Curated insights • How it Works • Practical Pearls • Evidence Base
Winter's Formula ONLY applies to Metabolic Acidosis. Do not apply it to respiratory disorders or metabolic alkalosis. Always confirm the primary disorder first (pH, HCO3, PaCO2 trend).
| Measured PaCO2 = Expected |
| Measured PaCO2 > Expected |
| Measured PaCO2 < Expected |
In metabolic acidosis, peripheral chemoreceptors sense the fall in blood pH and drive hyperventilation, which eliminates CO2 (a volatile acid) to partially restore pH. This is Kussmaul breathing. The compensation is predictable and linear within the physiological range, allowing the expected PaCO2 to be calculated precisely.
Salicylate toxicity directly stimulates the respiratory centre, causing a Respiratory Alkalosis independent of metabolic changes.

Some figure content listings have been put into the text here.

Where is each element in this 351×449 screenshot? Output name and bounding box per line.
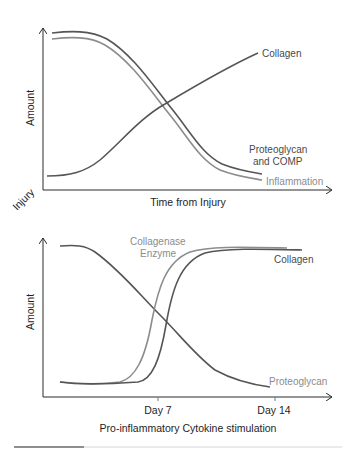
bottom-chart: Collagenase Enzyme Collagen Proteoglycan… bbox=[24, 236, 332, 434]
top-x-axis-title: Time from Injury bbox=[150, 196, 226, 208]
tick-label-day14: Day 14 bbox=[257, 404, 290, 416]
bottom-collagenase-curve bbox=[60, 247, 287, 383]
top-label-proteoglycan-line1: Proteoglycan bbox=[249, 144, 307, 155]
top-proteoglycan-curve bbox=[52, 32, 262, 174]
top-label-collagen: Collagen bbox=[262, 48, 301, 59]
top-label-proteoglycan-line2: and COMP bbox=[253, 156, 303, 167]
top-origin-label: Injury bbox=[10, 185, 37, 212]
bottom-label-collagen: Collagen bbox=[274, 254, 313, 265]
bottom-proteoglycan-curve bbox=[60, 246, 270, 387]
figure: Collagen Proteoglycan and COMP Inflammat… bbox=[0, 0, 351, 449]
bottom-x-axis-title: Pro-inflammatory Cytokine stimulation bbox=[100, 422, 277, 434]
bottom-label-collagenase-line1: Collagenase bbox=[130, 236, 186, 247]
top-y-axis-title: Amount bbox=[24, 90, 36, 126]
top-collagen-curve bbox=[47, 53, 258, 176]
top-chart: Collagen Proteoglycan and COMP Inflammat… bbox=[10, 28, 332, 212]
bottom-label-proteoglycan: Proteoglycan bbox=[269, 376, 327, 387]
bottom-y-axis-title: Amount bbox=[24, 294, 36, 330]
tick-label-day7: Day 7 bbox=[144, 404, 172, 416]
bottom-collagen-curve bbox=[60, 249, 302, 384]
bottom-label-collagenase-line2: Enzyme bbox=[140, 248, 177, 259]
top-label-inflammation: Inflammation bbox=[266, 176, 323, 187]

Patients with salicylate poisoning often have a mixed HAGMA + Primary Respiratory Alkalosis. If PaCO2 is lower than expected, always consider salicylate toxicity.
Quantitative displacement of acid-base equilibrium in metabolic acidosis.
Robert W. Winters was a pioneer in paediatric acid-base physiology at Columbia University in the 1960s. His formula — derived from systematic observations of PaCO2 in patients with pure metabolic acidosis — provided clinicians with a quantitative tool to distinguish a single disorder from a complex mixed picture. It remains one of the simplest and most reliable clinical equations in nephrology over 50 years later.